I let that go without objection. I would get my chance with her soon enough. Minton continued the questioning, taking Campo through her escape, and then asked why she had not told the responding officers the truth about knowing who the man who attacked her was and why he was there.
“I was scared,” she said. “I wasn’t sure they would believe me if I told them why he was there. I wanted to make sure they arrested him because I was very afraid of him.”
“Do you regret that decision now?”
“Yes, I do because I know it might help him get free to do this again to somebody.”
I did object to that answer as prejudicial and the judge sustained it. Minton threw a few more questions at his witness but seemed to know he was past the apex of the testimony and that he should stop before he obscured the trembling finger of identification.

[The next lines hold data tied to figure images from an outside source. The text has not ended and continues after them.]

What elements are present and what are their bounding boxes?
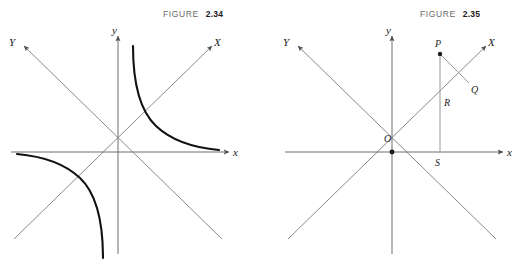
figure-drawing-2-34: Y X y x xyxy=(0,0,257,265)
segment-P-Q xyxy=(440,54,469,83)
axis-label-X: X xyxy=(213,36,222,48)
point-label-O: O xyxy=(384,133,391,144)
point-P-dot xyxy=(438,52,442,56)
figure-panel-2-34: FIGURE2.34 Y xyxy=(0,0,257,265)
point-label-R: R xyxy=(443,97,450,108)
point-label-P: P xyxy=(434,38,441,49)
axis-label-x: x xyxy=(232,146,238,158)
figure-page: FIGURE2.34 Y xyxy=(0,0,515,265)
point-label-Q: Q xyxy=(471,84,479,95)
axis-label-Y: Y xyxy=(283,36,291,48)
rotated-Y-axis-line xyxy=(24,46,222,239)
axis-label-Y: Y xyxy=(9,36,17,48)
axis-label-y: y xyxy=(385,24,391,36)
hyperbola-branch-lower-left xyxy=(17,154,103,258)
rotated-Y-axis-line xyxy=(298,46,496,239)
axis-label-x: x xyxy=(506,146,512,158)
axis-label-y: y xyxy=(111,24,117,36)
axis-label-X: X xyxy=(487,36,496,48)
hyperbola-branch-upper-right xyxy=(133,46,219,150)
point-O-dot xyxy=(390,150,395,155)
point-label-S: S xyxy=(435,157,440,168)
figure-drawing-2-35: O P Q R S Y X y x xyxy=(258,0,515,265)
figure-panel-2-35: FIGURE2.35 xyxy=(258,0,515,265)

Campo had testified on direct examination for slightly less than an hour. It was almost 11:30 but the judge did not break for lunch as I had expected. She told the jurors she wanted to get as much testimony in as possible during the day and that they would go to a late, abbreviated lunch. This made me wonder if she knew something I didn’t. Had the Glendale detectives called her during the mid-morning break to warn of my impending arrest?
“Mr. Haller, your witness,” she said to prompt me and keep things going.

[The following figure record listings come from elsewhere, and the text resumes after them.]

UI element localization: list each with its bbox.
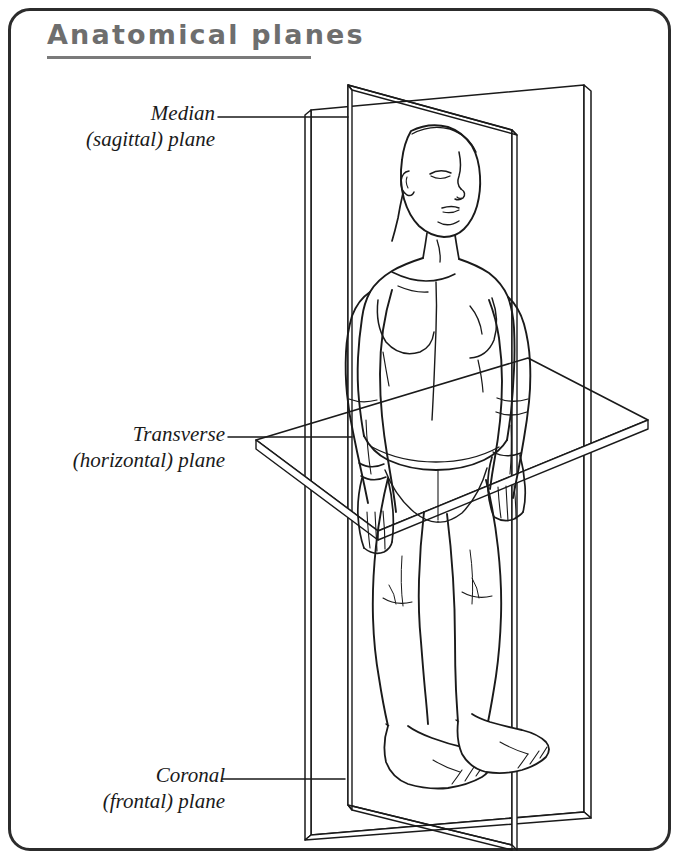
- callout-transverse-line2: (horizontal) plane: [0, 447, 225, 473]
- diagram-page: Anatomical planes: [0, 0, 682, 861]
- callout-coronal-frontal-plane: Coronal (frontal) plane: [20, 762, 225, 814]
- callout-coronal-line1: Coronal: [156, 763, 225, 787]
- callout-median-line2: (sagittal) plane: [20, 126, 215, 152]
- callout-median-sagittal-plane: Median (sagittal) plane: [20, 100, 215, 152]
- callout-median-line1: Median: [151, 101, 215, 125]
- callout-transverse-horizontal-plane: Transverse (horizontal) plane: [0, 421, 225, 473]
- callout-transverse-line1: Transverse: [133, 422, 225, 446]
- callout-coronal-line2: (frontal) plane: [20, 788, 225, 814]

I went to the lectern with my legal pad and looked at my notes. If I was engaged in a defense of a thousand razors, I had to use at least half of them on this witness. I was ready.
“Ms. Campo, have you engaged the services of an attorney to sue Mr. Roulet over the alleged events of March sixth?”

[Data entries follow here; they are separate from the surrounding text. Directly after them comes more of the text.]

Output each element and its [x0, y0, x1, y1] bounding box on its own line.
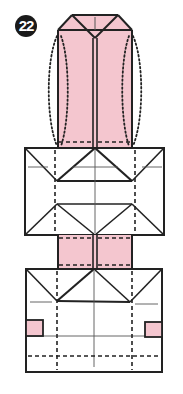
lower-tube — [58, 235, 132, 269]
upper-tube — [58, 15, 132, 148]
right-pink-square — [145, 322, 162, 337]
origami-diagram — [0, 0, 183, 394]
bottom-frame — [26, 269, 162, 372]
middle-frame — [25, 148, 164, 235]
left-pink-square — [26, 320, 43, 336]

She looked as though she had expected the question, but not as the first one out of the chute.
“No, I haven’t.”
“Have you talked to an attorney about this case?”
“I haven’t hired anybody to sue him. Right now, all I am interested in is seeing that justice is —?
??
“Ms. Campo,” I interrupted. “I didn’t ask whether you hired an attorney or what your interests are. I asked if you had talked to an attorney—any attorney—about this case and a possible lawsuit against Mr. Roulet.”
She was looking closely at me, trying to read me. I had said it with the authority of someone who knew something, who had the goods to back up the charge. Minton had probably schooled her on the most important aspect of testifying: don’t get trapped in a lie.
“Talked to an attorney, yes. But it was nothing more than talk. I didn’t hire him.”
“Is that because the prosecutor told you not to hire anybody until the criminal case was over?”
“No, he didn’t say anything about that.”
“Why did you talk to an attorney about this case?”
She had dropped into a routine of hesitating before every answer. This was fine with me. The perception of most people is that it takes time to tell a lie. Honest responses come easily.
“I talked to him because I wanted to know my rights and to make sure I was protected.”
“Did you ask him if you could sue Mr. Roulet for damages?”
“I thought what you say to your attorney is private.”
“If you wish, you can tell the jurors what you spoke to the attorney about.”
There was the first deep slash with the razor. She was in an untenable position. No matter how she answered she would not look good.
“I think I want to keep it private,” she finally said.
“Okay, let’s go back to March sixth, but I want to go a little further back than Mr. Minton did. Let’s go back to the bar at Morgan’s when you first spoke to the defendant, Mr. Roulet.”
“Okay.”
“What were you doing at Morgan’s that night?”
“I was meeting someone.”
“Charles Talbot?”
“Yes.”
“Now, you were meeting him there to sort of size up whether you wanted to lead him back to your place to engage in sex for hire, correct?”
She hesitated but then nodded.
“Please answer verbally,” the judge told her.
“Yes.”
“Would you say that practice is a safety precaution?”